Honorable Mentions: Maybe Happy Ending & Death Becomes Her

2023-2024 Season: Illinoise

This poster is soft, atmospheric, and layered with emotion. The faded blues evoke the passage of time, old memories, and the emotional landscape of the American Midwest. The central image of the butterfly serves as a visual metaphor for the show’s core themes of coming-of-age, metamorphosis, and memory, physicalizing them through the figure and lanterns hidden within its imagery.

What We Love: Its painterly texture and hidden messaging.

Honorable Mentions: Hell’s Kitchen & Suffs

2022-2023 Season: Some Like It Hot

The bright, high-contrast composition and bold, symmetrically styled typography feel playful, fast-paced, and irresistibly theatrical, immediately capturing the glitz and glamour of the 1930s jazz-age. The Art Deco-inspired styling and vintage graininess elicit a retro Hollywood flair with a modern theatrical polish, reflecting the musical’s blend of farce, identity disguise, and high-stakes escape.

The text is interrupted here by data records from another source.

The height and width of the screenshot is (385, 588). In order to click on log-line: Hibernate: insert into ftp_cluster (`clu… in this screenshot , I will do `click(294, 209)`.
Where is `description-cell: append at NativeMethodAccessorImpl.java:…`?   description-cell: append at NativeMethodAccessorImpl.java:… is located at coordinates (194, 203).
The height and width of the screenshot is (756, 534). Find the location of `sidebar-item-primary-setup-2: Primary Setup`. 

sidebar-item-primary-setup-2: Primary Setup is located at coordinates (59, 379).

What We Love: It feels like an old Hollywood film poster.

Honorable Mentions: Kimberly Akimbo & The Kite Runner

2021-2022 Season: Funny Girl

This poster goes back to the basics of Broadway in a flashy and refined way, using vintage-inspired styling to recall the golden age of entertainment. The blazing red typography against the stark black background accompanied by the old Hollywood-style caricatures feels timeless, glamorous, and unmistakably theatrical. Framed with the classic marquee light bulbs, the bold elements of the artwork use negative space brilliantly to show a lot with a little.

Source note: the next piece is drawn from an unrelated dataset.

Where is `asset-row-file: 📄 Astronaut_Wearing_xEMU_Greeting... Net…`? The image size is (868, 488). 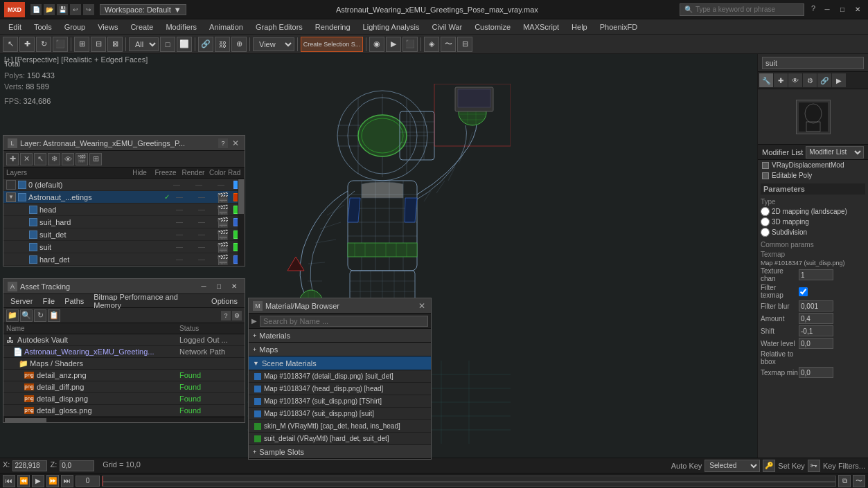
asset-row-file: 📄 Astronaut_Wearing_xEMU_Greeting... Net… is located at coordinates (124, 352).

What We Love: It reinvents a classic.

Honorable Mentions: A Strange Loop & POTUS

2019-2020 Season: Moulin Rouge!

The crimson red palette and Art Nouveau-inspired designs create an extravagant, passionate, and seductive landscape that perfectly sets the scene for the show. Invoking the show’s own set design, the belle époque ornamentation of the radiant heart reinforces the musical’s driving themes of love, desire, and sacrifice. Incorporating iconic elements like the windmill, this poster acknowledges its roots and embraces its future.

What We Love: It shows the audience exactly what they’re going to get.

Honorable Mentions: Who’s Afraid of Virginia Woolf? & The Sound Inside

2018-2019 Season: Hadestown

The deep black background and the hand emerging from it feel mysterious, mythic, and timeless. The radiant flower at the center immediately draws the eye, serving as both a beacon of hope and a symbol of the mortal love at the heart of the story. The circular composition of the flowers suggests a cycle, reflecting the musical’s recurring themes of fate and the stories we tell again and again.

What We Love: It looks like an old photograph that has frozen the story in time.

Honorable Mentions: Beetlejuice & Gary: A Sequel to Titus Andronicus

2017-2018 Season: My Fair Lady

This poster is in the truest sense of the word, an artwork. The elegant watercolor painting takes a more classic approach for a classic musical, utilizing lush floral motifs and a refined pastel palette to elicit romantic, sophisticated, and distinctly Edwardian feelings. It embraces a hand-painted aesthetic that immediately evokes the world of high society and carefully constructed appearances.

What We Love: It is a truly beautiful work of art.

Honorable Mentions: Mean Girls & Once On This Island

2016-2017 Season: Falsettos

The vibrant patchwork of shapes and character icons feels playful and intimate, but the fragmented composition hints at the complexities and tensions that lie beneath the surface of the story. The subtle arrows weave between the characters, simultaneously forming a heart and visually mapping the connections that unite them. By presenting its characters as interconnected pieces of a larger whole, the poster beautifully captures the musical’s themes of love, identity, and community.

What We Love: It’s both fun and deeply layered.

Honorable Mentions: War Paint & Come From Away

2015-2016 Season: Hamilton

The gold background and black silhouette feel bold, revolutionary, and instantly recognizable, transforming a historical figure into a modern cultural symbol. The star evokes both the American flag and the idea of celebrity, while the figure’s outstretched pose suggests triumph, defiance, and the desire to leave a lasting mark on history.

What We Love: The design’s simplicity is its greatest strength.